Gold was the expectation.
“What he was able to do with our group in such a short amount of time, I just loved,” Mandaquit said of Lloyd. It was “just the culture that he was able to build. Obviously, it’s not the easiest job as a coach to be able to manage all of the star players and egos that we had. It was just the way that he was able to get everyone to just buy in and focus on a common goal, and ultimately go and reach that goal.
“It was amazing. It was the most fun I ever had playing basketball.”
Despite their bond, Mandaquit said he couldn’t have a recruiting conversation with Lloyd until after he entered the portal this spring. But that might have been a formality anyway.
Both Lloyd and Mandaquit knew plenty about each other at that point.
“This time it was fast,” Lloyd said. “We both knew what we wanted on both sides.”
Lloyd needed a true point guard to join North Carolina transfer Derek Dixon and Holt in a reloaded backcourt that lost NBA Draft picks in Burries and Bradley.
Mandaquit wanted to be under Lloyd for more than a few weeks.
Official elapsed time between Mandaquit’s early April entry into the transfer portal and his commitment to Arizona: Ten days.
“When this opportunity came back around, I couldn’t pass it up,” Mandaquit said. “I knew this is the place that I wanted to be, and I knew I wanted to be coached by Tommy.”
During an interview at McKale Center last month, Mandaquit said he’s since arrived at Arizona to find high-character guys around him, and that coaches are pushing him the way he wants to be pushed.
“I’m loving it so far,” Mandaquit said.
As a bonus, Mandaquit’s first season with the Wildcats will also take him nearly full circle. Not to Hilo and the Big Island, but to the Maui Invitational, the prestigious early-season event that Mandaquit said he routinely watched on television even if the inter-island hop and high ticket prices kept him out of the Lahaina Civic Center to watch in person.
This time, he’ll be in the building — and soaking up the atmosphere outside it. His parents, now living back in Hilo, can make the easy flight over to watch, too.
It probably won’t rain much, if at all, Lahaina being on the leeward side of Maui and all.
But, for Mandaquit, it’s still home.
“Hawaii means everything to me,” Mandaquit said. “I try to get back there as much as possible, and I feel the support of the state behind me.

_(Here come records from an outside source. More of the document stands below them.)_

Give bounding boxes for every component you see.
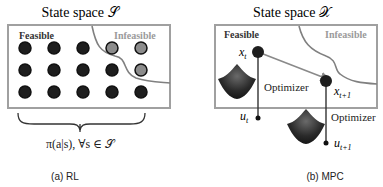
infeasible-state-point bbox=[135, 42, 147, 54]
feasible-state-point bbox=[19, 42, 31, 54]
policy-label: π(a|s), ∀s ∈ 𝒮 bbox=[46, 137, 116, 151]
optimizer-bowl-icon bbox=[287, 109, 325, 144]
control-label-t: ut bbox=[240, 109, 249, 125]
feasible-label: Feasible bbox=[224, 29, 260, 40]
feasible-state-point bbox=[77, 86, 89, 98]
transition-arrow bbox=[258, 52, 330, 80]
state-point-t1 bbox=[320, 75, 332, 87]
feasible-state-point bbox=[48, 86, 60, 98]
control-label-t1: ut+1 bbox=[334, 136, 352, 152]
infeasible-label: Infeasible bbox=[114, 30, 156, 41]
control-point-t bbox=[256, 116, 261, 121]
optimizer-label-2: Optimizer bbox=[331, 111, 376, 123]
feasible-label: Feasible bbox=[19, 30, 55, 41]
panel-rl: State space 𝒮 Feasible Infeasible π(a|s)… bbox=[8, 5, 170, 182]
state-point-t bbox=[252, 46, 264, 58]
infeasible-label: Infeasible bbox=[325, 29, 367, 40]
caption-a: (a) RL bbox=[51, 171, 79, 182]
brace bbox=[18, 113, 145, 130]
state-label-t1: xt+1 bbox=[333, 84, 351, 100]
feasible-state-point bbox=[19, 64, 31, 76]
feasible-state-point bbox=[106, 86, 118, 98]
caption-b: (b) MPC bbox=[306, 171, 343, 182]
optimizer-label-1: Optimizer bbox=[264, 81, 309, 93]
panel-mpc: State space 𝒳 Feasible Infeasible xt ut … bbox=[215, 5, 377, 182]
feasible-state-point bbox=[48, 64, 60, 76]
panel-b-title: State space 𝒳 bbox=[253, 5, 333, 20]
feasible-state-point bbox=[106, 64, 118, 76]
infeasible-state-point bbox=[135, 64, 147, 76]
infeasible-state-point bbox=[106, 42, 118, 54]
figure: State space 𝒮 Feasible Infeasible π(a|s)… bbox=[0, 0, 383, 187]
panel-a-title: State space 𝒮 bbox=[41, 5, 120, 20]
optimizer-bowl-icon bbox=[218, 64, 256, 99]
feasible-state-point bbox=[19, 86, 31, 98]
feasible-state-point bbox=[77, 42, 89, 54]
state-label-t: xt bbox=[238, 45, 247, 61]
feasible-state-point bbox=[77, 64, 89, 76]
control-point-t1 bbox=[324, 141, 329, 146]
feasible-state-point bbox=[48, 42, 60, 54]
feasible-state-point bbox=[135, 86, 147, 98]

I feel their love, so it pushes me to work harder.”
Hawaii
Puna man on probation accused of sex assault – West Hawaii Today
A 32-year-old Pahoa man on probation for auto theft pleaded not guilty Thursday to sex assault charges.
Hilo Circuit Judge Peter Kubota maintained Brandon K.C. Sanchez’s bail at $108,000 and ordered him to return to court for further proceedings on Oct. 9.

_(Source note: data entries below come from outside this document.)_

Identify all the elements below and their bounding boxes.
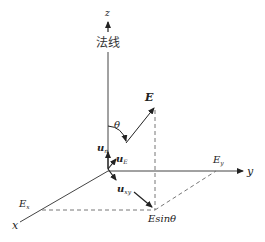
dashed-Ey-line — [155, 171, 216, 210]
y-axis-label: y — [246, 165, 254, 178]
x-axis — [20, 171, 108, 222]
u-E-arrow — [108, 159, 116, 169]
theta-label: θ — [114, 119, 120, 130]
u-xy-label: uxy — [117, 183, 132, 196]
z-axis-label: z — [104, 8, 110, 18]
Ey-label: Ey — [212, 154, 224, 167]
Esintheta-label: Esinθ — [147, 213, 176, 224]
vector-E-label: E — [144, 91, 154, 104]
u-xy-long-arrow — [134, 192, 152, 207]
vector-E — [126, 108, 154, 143]
field-diagram: z 法线 y x E θ un uE uxy Ex Ey Esinθ — [0, 0, 265, 242]
x-axis-label: x — [12, 219, 19, 232]
normal-line-label: 法线 — [96, 36, 120, 50]
u-E-label: uE — [116, 153, 128, 165]
Ex-label: Ex — [18, 198, 30, 210]
u-n-label: un — [97, 142, 108, 154]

A Hilo grand jury on Wednesday returned a five-count indictment charging Sanchez with second-degree sexual assault and four counts of fourth-degree sexual assault. He was also charged with five counts of violating probation.

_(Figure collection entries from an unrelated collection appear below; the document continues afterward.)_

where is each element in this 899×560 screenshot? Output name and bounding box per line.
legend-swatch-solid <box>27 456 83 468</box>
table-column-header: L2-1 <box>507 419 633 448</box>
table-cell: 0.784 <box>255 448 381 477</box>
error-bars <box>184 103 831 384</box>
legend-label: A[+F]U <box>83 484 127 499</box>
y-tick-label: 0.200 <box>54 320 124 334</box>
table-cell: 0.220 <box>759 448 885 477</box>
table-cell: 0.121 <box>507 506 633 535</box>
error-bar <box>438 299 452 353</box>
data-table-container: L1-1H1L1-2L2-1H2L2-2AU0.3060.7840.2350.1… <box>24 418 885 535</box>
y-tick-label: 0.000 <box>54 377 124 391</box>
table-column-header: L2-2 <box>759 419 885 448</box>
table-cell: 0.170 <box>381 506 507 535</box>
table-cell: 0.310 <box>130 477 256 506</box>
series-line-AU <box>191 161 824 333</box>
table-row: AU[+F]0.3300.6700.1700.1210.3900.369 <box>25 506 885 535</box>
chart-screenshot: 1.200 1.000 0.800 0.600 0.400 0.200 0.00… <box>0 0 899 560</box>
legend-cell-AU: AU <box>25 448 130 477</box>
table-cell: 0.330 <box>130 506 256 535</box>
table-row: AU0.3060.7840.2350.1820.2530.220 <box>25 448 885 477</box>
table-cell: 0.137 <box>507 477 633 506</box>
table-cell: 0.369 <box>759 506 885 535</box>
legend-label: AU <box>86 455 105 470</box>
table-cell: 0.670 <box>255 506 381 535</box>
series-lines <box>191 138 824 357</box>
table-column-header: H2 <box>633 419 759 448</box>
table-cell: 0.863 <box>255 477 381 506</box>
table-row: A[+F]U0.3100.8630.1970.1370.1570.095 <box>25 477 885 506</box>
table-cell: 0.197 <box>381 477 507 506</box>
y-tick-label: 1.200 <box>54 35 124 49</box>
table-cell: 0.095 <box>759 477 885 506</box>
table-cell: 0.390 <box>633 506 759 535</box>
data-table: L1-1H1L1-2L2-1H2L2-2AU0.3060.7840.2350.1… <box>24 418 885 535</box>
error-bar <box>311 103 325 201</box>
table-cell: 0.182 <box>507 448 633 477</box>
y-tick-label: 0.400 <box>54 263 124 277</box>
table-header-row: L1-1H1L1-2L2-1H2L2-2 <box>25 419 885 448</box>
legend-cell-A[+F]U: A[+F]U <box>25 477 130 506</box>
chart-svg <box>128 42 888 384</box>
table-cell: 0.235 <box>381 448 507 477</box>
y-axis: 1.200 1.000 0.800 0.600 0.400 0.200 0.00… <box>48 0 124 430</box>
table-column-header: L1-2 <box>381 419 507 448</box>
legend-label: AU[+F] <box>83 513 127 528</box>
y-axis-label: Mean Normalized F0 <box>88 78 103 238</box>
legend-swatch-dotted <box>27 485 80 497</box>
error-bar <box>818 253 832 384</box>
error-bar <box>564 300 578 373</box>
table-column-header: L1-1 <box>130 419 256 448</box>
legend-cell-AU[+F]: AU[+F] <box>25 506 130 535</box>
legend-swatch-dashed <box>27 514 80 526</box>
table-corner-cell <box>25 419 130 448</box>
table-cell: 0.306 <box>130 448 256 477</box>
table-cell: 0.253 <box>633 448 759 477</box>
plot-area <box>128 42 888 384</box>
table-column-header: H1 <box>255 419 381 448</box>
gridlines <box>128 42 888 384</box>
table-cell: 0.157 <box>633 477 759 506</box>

According to court documents filed by police, the alleged offenses took place on the evening of June 15 and the victim was a 21-year-old woman.
The woman reportedly told police she had just met Sanchez when he was a customer at the Hilo fast-food restaurant where she worked. She agreed to hang out with him and allowed him to drive her car.
Sanchez drove to Honolii, and at one point told the woman he had recently gotten out of jail and wanted to have sex with her, which led to her telling him no multiple times, according to the documents.
Sanchez allegedly then asked if she’d kiss him, to which she assented under the condition that he stop the pressure to have sex.
On the way back to Hilo, Sanchez reportedly touched the woman’s breast and genitals through her clothing, put his mouth on her breast, and slipped a finger inside her genitals — all against her will.
Documents state that Sanchez admitted to police that he touched the woman’s breast through her clothing once, but denied all other allegations.
Second-degree sexual assault is a Class B felony offense that carries a maximum sentence of 10 years imprisonment. Fourth-degree sexual assault is a misdemeanor that carries a potential one-year jail term.
Sanchez remains in custody at Hawaii Community Correctional Center in lieu of bail.